Durga Puja in Kolkata

To be in Calcutta for the Durga Puja festival is an amazing experience and a photographer’s delight. Durga Puja in Kolkata is not merely an expression of faith. It is an expression of social fervor and artistic excellence.
The whole state of West Bengal goes on holiday for almost a week to celebrate the festival. The air reverberates with the sound of beating drums, people take out their best dresses and the mood and atmosphere becomes truly something to be experienced.  The city starts the preparation almost 100 days before the puja. One can even feel the happiness in the air and the face of the people.
Spectacular idols are made in Kumartuli, (= potter locality) in northern Calcutta from bamboo, straw and clay and they are displayed/worshiped in private homes and in ‘pandals’ (canopies) that present an artistic and decorative spectacle which turn the festival into the biggest outdoor art festival on earth.

Few years back, Vir Sanghvi, Editor of Hindustan Times, wrote a lovely article titled – “What 'Pujo' means to a Bengali”. I quote two lines from the same “It is nothing like Christmas; and certainly nothing like Diwali in North India. Nothing, in fact, can prepare you for the magic of Puja in Calcutta. To understand what it means, you have to be here.”

Kolkata has many faces but during Durga Puja there is no space for anything else but celebration.

When and duration : This year the festival is scheduled from 1st – 5th October.2022

UNESCO Heritage status for Durga Puja festival of Kolkata:
UNESCO has inscribed Durga Puja in Kolkata on its Representative List of the Intangible Cultural Heritage of Humanity.
India’s apex cultural body, the Sangeet Natak Akademi, had nominated Kolkata’s iconic Durga Puja celebrations to be included in UNESCO’s list of Intangible Cultural Heritage (ICH), stating “Durga Puja is the best instance of the public performance of religion and art in the city. It witnesses a celebration of craftsmanship, cross-cultural transactions and cross-community revelry. Its dynamism lies in it being a constantly mutating event – in its fusion of tradition with changing tastes and popular cultures, and in the adaptation of the iconographies of Durga and the styles of her temporary abodes to cater to new regimes of art production.”.

What is Durga Puja
Durga Puja is a  estival of worshipping Goddess Durga the power of a woman, a mother and also a Warrior and destroyer of evil. She is married to God Shiva and lives with Her family of four children in Kailash mountain. She comes to earth, to visit her parents every year in the fall, when post monsoon the air is fresh and the sky is blue after the long period of rains and dark skies.
The Durga puja festival is celebrated as the homecoming of the daughter and ends with her departure to Kailash after 5 days. The last / end day of the festival is thus quite sad and people actually feel the heaviness in their heart, knowing that they have to wait for another year again.


The Godmakers
The workshops of Kumartuli — there are about 450 of them, many of them concentrated around Banamali Sarkar Street — are run by families that have been into idol-making and pottery for generations: Kumartuli means potters' quarter. During the Puja season, they hire extra hands from across Bengal because making the idols of Goddess Durga is a grand affair. Kumartuli is known to create close to 4,000 sets of Durga idols every year, some of which are shipped abroad. All this calls for a lot of work — work that demands intricacy and, very often, creativity.
The idols are made from straw and bamboo. The clay is dug from the holy river Hooghly. The entire creation process, from the collection of clay to the ornamentation, is governed by rites and traditions.
In the hand of the artists the goddess transforms from a crude structure of clay-and-hay to a beautiful, bedecked Bengali bride and reaches the countless pandals of Kolkata.
History and evolution
The festival that honours goddess Durga goes back a long time (possibly the 10th century). While originally was a purely religious event that took place in people’s homes, in the mid-eighteenth century it evolved into a colorful and extravagant festival after a special arrangement was made by a Kolkata aristocrat and businessman  Nabakrishna Deb to honour Robert Clive, the victor of the Battle of Plassey (Palashi).
Nabakrishna Deb bought Shovabazar Rajbari, a mansion, in 1757 to hold a special secular pujo for Robert Clive to attend. That 200 year old puja is still organized at the mansion by his descendants every year.


An amazing public Art-Crawl
The entire city is lit up with millions of lights and decorations. Spectacular colorful canopies dot the every locality and drum beats and music reverberates through the day.
During the course of the 5 day event, millions of people from Kolkata and other parts of the state walk the length & breath of the city till the small hours of the morning to enjoy the festivities and view the spectacular and award winning pandals and deities.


## EXERCISE
Please copy every line of the records below that holds the word "lake".

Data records
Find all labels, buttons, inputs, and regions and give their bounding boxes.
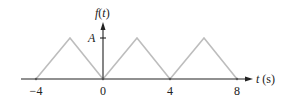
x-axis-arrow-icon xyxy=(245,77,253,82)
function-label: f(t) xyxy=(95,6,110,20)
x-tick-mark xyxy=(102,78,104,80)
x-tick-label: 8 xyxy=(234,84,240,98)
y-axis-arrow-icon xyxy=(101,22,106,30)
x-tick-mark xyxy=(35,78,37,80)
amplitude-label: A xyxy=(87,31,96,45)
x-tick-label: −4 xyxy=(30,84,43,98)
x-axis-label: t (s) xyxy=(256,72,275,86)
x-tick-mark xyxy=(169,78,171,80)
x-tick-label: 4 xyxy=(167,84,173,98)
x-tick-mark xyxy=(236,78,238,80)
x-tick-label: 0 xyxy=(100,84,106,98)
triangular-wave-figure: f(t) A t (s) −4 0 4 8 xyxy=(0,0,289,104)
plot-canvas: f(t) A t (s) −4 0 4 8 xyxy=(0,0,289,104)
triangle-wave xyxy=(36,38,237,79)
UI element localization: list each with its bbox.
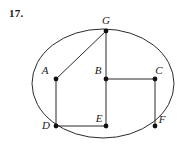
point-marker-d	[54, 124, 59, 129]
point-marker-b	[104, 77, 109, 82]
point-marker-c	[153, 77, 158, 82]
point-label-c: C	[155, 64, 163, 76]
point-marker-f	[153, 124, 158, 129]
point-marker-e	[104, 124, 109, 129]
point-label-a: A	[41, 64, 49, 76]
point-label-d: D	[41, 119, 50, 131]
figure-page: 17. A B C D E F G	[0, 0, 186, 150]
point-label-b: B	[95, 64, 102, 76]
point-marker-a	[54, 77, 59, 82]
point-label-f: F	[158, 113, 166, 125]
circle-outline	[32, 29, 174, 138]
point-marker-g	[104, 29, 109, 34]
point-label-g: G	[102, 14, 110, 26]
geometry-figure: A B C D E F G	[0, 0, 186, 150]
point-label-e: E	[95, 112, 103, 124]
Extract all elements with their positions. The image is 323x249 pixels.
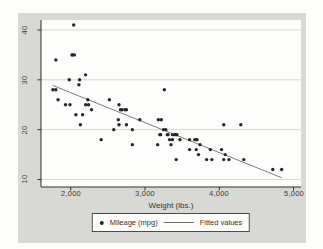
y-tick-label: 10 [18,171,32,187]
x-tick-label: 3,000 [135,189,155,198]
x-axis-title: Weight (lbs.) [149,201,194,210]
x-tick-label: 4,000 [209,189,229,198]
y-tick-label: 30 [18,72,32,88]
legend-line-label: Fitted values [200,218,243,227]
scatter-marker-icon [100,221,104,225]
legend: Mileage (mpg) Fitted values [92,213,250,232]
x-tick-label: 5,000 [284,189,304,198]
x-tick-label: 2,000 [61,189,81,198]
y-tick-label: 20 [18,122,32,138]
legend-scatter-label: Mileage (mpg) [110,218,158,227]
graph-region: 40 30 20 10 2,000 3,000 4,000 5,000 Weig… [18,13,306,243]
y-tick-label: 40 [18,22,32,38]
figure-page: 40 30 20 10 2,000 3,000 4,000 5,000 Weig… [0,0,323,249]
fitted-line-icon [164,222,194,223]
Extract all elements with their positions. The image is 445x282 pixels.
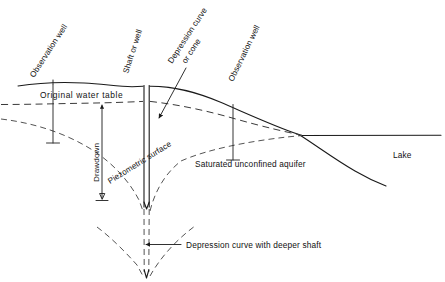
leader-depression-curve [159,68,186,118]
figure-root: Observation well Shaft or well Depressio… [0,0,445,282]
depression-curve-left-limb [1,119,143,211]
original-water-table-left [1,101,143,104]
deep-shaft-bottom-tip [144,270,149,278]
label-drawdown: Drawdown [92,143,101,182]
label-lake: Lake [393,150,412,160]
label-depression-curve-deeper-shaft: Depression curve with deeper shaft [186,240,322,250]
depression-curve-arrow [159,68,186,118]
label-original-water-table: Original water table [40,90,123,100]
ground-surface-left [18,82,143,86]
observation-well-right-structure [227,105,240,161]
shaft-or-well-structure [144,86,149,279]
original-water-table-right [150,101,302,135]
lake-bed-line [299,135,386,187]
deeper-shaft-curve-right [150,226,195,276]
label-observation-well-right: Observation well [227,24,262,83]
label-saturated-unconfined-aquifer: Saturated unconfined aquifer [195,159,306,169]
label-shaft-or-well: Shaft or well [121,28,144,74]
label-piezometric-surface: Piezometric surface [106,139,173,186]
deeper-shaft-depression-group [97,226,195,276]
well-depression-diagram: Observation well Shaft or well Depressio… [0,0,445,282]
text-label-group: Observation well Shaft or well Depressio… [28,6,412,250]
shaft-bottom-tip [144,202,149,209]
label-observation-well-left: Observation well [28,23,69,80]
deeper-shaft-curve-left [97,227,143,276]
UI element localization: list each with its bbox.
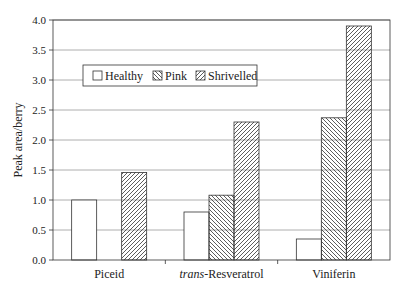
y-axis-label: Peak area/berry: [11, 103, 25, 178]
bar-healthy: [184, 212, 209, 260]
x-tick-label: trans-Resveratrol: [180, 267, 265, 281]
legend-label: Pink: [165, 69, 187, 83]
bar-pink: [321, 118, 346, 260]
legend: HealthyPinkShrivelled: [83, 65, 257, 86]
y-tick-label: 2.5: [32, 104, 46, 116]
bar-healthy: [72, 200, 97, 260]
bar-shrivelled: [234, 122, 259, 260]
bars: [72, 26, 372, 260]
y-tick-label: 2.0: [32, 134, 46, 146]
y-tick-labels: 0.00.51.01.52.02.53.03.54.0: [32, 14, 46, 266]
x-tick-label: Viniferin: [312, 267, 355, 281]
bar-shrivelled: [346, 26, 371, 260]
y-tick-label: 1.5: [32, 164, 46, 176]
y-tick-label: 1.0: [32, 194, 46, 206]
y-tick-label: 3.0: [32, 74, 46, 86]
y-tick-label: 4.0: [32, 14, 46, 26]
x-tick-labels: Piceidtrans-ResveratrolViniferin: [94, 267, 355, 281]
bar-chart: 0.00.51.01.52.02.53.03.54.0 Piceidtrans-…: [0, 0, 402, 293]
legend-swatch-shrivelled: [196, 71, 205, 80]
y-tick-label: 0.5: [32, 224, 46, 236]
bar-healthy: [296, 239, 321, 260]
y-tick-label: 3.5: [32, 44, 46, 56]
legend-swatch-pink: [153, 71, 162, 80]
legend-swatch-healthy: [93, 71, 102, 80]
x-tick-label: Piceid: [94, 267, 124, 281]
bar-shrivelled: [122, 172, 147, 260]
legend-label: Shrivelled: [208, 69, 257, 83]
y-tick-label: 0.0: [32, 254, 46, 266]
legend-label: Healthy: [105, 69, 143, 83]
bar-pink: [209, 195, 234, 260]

---

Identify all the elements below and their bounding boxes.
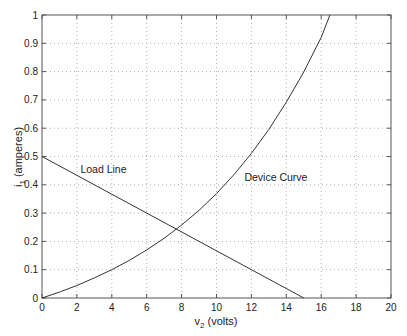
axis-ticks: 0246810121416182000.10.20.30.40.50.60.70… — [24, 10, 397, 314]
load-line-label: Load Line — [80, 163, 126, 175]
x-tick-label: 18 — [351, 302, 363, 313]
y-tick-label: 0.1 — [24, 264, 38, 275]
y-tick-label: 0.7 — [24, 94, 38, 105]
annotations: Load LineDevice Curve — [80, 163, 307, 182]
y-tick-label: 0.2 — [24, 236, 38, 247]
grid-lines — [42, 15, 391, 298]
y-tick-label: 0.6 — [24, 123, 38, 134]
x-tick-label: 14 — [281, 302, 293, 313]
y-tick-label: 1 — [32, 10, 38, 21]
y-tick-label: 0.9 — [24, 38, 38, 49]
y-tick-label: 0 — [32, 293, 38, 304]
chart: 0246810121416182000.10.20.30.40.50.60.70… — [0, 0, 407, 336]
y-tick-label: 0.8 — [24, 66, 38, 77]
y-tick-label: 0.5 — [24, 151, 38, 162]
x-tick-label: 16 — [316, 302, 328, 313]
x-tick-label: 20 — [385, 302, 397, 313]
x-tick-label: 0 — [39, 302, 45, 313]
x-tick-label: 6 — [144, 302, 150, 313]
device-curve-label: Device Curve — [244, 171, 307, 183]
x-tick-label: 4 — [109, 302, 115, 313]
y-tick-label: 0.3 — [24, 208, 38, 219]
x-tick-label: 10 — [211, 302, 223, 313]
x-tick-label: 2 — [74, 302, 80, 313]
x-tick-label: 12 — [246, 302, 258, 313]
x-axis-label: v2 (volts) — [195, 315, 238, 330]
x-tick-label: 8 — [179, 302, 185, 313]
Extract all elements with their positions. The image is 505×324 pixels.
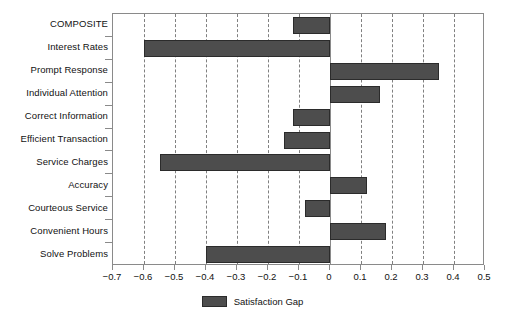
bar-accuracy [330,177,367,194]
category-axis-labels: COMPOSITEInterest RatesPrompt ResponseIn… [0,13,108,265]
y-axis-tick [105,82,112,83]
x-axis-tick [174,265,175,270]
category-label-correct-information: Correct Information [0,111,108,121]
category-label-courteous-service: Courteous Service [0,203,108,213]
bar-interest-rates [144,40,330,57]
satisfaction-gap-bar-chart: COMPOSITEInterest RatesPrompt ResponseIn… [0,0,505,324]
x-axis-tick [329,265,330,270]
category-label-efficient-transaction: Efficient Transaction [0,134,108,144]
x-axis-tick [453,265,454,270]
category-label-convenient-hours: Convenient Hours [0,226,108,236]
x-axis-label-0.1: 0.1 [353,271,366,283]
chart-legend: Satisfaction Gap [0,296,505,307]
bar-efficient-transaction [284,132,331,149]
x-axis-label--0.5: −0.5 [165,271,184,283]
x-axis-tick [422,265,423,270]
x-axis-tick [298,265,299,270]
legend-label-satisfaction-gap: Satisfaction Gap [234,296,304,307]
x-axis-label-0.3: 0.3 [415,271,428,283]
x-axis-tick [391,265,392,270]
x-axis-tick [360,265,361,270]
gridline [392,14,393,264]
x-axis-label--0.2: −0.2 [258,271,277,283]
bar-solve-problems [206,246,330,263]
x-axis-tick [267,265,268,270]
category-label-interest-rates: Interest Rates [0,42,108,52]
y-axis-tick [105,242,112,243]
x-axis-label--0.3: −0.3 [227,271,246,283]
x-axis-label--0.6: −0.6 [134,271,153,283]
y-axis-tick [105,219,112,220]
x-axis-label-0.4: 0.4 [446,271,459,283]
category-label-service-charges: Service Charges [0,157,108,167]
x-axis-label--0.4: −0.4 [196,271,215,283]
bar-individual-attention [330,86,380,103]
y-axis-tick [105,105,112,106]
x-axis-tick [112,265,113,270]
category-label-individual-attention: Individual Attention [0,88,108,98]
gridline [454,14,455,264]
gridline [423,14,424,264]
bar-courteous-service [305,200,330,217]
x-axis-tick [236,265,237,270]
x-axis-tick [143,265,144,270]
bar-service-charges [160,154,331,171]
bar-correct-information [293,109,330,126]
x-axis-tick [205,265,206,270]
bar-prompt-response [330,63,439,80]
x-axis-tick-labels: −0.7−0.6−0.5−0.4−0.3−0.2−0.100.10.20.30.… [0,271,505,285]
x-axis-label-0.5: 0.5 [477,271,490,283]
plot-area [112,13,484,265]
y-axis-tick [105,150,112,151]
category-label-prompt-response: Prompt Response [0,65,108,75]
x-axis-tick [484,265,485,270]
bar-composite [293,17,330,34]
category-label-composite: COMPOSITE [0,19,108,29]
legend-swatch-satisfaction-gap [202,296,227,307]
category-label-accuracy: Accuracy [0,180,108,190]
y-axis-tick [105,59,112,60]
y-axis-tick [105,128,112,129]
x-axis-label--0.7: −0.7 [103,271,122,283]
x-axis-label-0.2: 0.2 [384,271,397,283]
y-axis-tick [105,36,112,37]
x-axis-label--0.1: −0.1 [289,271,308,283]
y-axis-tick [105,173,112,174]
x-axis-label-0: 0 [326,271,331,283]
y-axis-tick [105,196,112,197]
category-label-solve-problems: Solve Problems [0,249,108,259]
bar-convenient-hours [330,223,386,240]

## ANSWER TO THIS TASK
label-lake: Lake [393,150,412,160]
lake-bed-line [299,135,386,187]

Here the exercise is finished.